The roof of this fragment
of a once magnificent church fell in in the year 1768, and it has
remained ever since in a state of desolation. For fuller
particulars, see the PROVINCIAL ANTIQUITIES OF SCOTLAND, or the
HISTORY OF HOLYROOD, BY MR. CHARLES MACKIE.
The greater part of this ancient palace is now again occupied by
his Majesty Charles the Tenth of France, and the rest of that
illustrious family, which, in former ages so closely connected by
marriage and alliance with the house of Stewart, seems to have
been destined to run a similar career of misfortune. REQUIESCANT
IN PACE!

Note 2.--STEELE, A COVENANTER, SHOT BY CAPTAIN CREICHTON.

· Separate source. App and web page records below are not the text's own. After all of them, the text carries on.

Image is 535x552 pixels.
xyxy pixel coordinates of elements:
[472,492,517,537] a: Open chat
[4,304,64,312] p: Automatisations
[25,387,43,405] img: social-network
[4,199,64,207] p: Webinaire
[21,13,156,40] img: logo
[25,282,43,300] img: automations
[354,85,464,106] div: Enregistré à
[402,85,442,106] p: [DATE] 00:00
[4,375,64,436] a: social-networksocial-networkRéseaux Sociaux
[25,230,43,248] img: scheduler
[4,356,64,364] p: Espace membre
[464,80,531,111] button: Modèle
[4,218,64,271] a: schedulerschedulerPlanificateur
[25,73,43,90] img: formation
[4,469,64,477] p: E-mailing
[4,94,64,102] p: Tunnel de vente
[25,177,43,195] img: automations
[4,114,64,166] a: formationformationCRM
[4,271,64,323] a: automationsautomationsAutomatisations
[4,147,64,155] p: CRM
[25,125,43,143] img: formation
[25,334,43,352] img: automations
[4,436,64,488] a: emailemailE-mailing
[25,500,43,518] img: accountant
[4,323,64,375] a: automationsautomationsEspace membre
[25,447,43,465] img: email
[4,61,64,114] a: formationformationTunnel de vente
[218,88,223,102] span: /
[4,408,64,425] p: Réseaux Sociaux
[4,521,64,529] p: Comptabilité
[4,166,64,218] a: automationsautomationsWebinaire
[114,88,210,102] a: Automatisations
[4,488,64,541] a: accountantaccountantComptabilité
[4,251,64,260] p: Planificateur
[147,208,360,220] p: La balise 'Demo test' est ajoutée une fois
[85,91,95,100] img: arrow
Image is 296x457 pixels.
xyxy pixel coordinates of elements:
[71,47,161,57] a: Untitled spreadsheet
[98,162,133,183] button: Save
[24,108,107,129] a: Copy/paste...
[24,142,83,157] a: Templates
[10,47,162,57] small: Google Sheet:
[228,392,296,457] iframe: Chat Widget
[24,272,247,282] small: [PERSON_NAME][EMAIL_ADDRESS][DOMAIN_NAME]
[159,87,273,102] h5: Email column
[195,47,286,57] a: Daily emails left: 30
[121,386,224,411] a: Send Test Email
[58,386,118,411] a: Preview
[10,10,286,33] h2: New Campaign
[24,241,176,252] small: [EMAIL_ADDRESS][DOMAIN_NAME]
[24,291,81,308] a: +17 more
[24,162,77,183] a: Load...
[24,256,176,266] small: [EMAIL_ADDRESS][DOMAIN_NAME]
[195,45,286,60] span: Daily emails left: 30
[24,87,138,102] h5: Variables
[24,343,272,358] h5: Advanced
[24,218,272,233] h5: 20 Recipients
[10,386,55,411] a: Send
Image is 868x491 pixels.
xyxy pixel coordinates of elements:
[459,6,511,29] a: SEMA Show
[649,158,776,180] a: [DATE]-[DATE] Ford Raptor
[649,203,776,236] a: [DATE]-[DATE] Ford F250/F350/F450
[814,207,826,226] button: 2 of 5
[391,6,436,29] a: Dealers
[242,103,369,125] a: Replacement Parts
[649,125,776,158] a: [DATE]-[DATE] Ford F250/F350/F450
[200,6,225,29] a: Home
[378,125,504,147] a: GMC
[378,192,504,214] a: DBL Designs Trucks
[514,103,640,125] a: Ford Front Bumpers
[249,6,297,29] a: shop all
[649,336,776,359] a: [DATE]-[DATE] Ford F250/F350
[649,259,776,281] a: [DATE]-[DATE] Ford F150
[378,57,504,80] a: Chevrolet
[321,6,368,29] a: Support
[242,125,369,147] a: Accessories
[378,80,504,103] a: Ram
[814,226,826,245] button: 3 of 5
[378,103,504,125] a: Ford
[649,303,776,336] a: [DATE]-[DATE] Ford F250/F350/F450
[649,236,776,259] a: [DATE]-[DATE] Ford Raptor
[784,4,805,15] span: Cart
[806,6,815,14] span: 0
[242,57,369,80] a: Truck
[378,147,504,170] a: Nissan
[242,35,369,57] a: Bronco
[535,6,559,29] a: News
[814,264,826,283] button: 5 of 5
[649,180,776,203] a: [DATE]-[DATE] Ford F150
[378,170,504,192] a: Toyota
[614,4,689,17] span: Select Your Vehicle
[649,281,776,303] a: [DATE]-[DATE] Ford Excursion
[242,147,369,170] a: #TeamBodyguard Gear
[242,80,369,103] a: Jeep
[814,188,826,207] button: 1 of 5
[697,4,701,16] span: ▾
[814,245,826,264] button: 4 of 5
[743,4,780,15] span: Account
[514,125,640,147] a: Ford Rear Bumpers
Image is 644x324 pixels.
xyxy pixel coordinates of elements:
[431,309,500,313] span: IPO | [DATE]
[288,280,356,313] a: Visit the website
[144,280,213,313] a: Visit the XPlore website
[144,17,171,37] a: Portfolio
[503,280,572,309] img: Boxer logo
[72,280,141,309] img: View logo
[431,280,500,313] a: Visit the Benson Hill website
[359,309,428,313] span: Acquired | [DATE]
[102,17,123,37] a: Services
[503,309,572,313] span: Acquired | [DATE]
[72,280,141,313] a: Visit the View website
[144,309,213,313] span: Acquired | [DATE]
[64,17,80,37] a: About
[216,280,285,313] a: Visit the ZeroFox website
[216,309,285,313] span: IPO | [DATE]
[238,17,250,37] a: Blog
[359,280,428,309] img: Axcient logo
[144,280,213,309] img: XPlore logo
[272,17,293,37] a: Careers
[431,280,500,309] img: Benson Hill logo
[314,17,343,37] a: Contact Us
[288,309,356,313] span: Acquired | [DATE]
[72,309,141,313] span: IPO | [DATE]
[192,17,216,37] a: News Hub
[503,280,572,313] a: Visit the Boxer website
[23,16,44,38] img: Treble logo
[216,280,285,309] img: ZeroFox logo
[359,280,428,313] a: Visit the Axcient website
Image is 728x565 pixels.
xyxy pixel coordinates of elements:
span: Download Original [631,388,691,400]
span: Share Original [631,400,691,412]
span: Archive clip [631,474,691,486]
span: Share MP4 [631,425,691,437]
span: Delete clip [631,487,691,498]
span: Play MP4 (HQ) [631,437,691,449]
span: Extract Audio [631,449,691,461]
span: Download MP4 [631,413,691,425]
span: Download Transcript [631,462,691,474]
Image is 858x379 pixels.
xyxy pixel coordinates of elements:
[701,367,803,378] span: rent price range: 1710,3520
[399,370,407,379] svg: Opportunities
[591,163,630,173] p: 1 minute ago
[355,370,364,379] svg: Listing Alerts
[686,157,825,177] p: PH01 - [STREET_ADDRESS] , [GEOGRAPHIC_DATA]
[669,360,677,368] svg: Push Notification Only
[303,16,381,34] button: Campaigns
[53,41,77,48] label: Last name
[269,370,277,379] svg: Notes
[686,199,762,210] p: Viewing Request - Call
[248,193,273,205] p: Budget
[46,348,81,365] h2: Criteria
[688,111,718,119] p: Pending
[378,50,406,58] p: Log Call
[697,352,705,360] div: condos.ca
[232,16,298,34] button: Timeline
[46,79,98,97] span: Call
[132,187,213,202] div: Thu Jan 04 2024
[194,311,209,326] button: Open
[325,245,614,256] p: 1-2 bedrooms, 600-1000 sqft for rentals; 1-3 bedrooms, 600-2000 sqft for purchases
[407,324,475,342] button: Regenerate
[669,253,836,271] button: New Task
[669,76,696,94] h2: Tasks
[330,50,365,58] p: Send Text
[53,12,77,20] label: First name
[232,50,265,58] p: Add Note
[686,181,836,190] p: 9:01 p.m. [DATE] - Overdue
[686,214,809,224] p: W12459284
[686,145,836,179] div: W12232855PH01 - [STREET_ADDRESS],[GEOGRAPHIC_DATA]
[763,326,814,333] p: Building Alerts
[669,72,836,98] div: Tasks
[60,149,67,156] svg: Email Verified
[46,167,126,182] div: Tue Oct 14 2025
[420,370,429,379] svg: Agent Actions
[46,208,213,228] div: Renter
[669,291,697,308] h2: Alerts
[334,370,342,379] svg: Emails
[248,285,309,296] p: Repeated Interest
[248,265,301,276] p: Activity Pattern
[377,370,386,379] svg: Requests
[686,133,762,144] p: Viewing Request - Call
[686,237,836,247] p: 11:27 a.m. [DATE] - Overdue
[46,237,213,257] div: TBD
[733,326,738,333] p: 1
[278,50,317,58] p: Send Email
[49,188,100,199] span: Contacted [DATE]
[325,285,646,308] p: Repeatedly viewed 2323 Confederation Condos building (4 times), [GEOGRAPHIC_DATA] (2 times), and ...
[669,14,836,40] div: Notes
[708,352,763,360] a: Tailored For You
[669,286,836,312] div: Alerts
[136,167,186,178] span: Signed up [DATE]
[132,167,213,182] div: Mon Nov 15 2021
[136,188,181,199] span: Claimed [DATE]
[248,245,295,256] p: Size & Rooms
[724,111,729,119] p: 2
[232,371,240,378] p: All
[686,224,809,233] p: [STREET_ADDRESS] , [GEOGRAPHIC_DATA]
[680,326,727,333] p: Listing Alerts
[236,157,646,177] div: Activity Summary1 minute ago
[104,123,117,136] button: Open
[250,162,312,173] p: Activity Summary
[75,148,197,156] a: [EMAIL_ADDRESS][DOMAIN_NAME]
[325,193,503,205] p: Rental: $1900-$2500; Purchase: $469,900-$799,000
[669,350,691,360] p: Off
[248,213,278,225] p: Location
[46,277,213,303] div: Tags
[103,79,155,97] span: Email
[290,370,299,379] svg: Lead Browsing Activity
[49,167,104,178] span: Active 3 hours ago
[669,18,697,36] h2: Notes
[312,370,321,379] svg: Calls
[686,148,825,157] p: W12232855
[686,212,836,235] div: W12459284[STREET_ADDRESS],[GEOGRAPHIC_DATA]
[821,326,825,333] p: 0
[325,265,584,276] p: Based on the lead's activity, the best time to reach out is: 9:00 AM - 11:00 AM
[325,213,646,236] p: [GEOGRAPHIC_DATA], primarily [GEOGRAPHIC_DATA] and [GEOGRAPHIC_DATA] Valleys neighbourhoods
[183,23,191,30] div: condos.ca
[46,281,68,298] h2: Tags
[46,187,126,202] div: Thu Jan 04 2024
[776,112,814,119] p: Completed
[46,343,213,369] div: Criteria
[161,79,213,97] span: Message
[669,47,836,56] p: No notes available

The following extract from Swift's Life of Creichton gives the
particulars of the bloody scene alluded to in the text:--
"Having drank hard one night, I (Creichton) dreamed that I had
found Captain David Steele, a notorious rebel, in one of the five
farmers' houses on a mountain in the shire of Clydesdale, and
parish of Lismahago, within eight miles of Hamilton, a place that
I was well acquainted with. This man was head of the rebels
since the affair of Airs-Moss, having succeeded to Hackston, who
had been there taken, and afterward hanged, as the reader has
already heard; for, as to Robert Hamilton, who was then
Commander-in-chief at Bothwell Bridge, he appeared no more among
them, but fled, as it was believed, to Holland.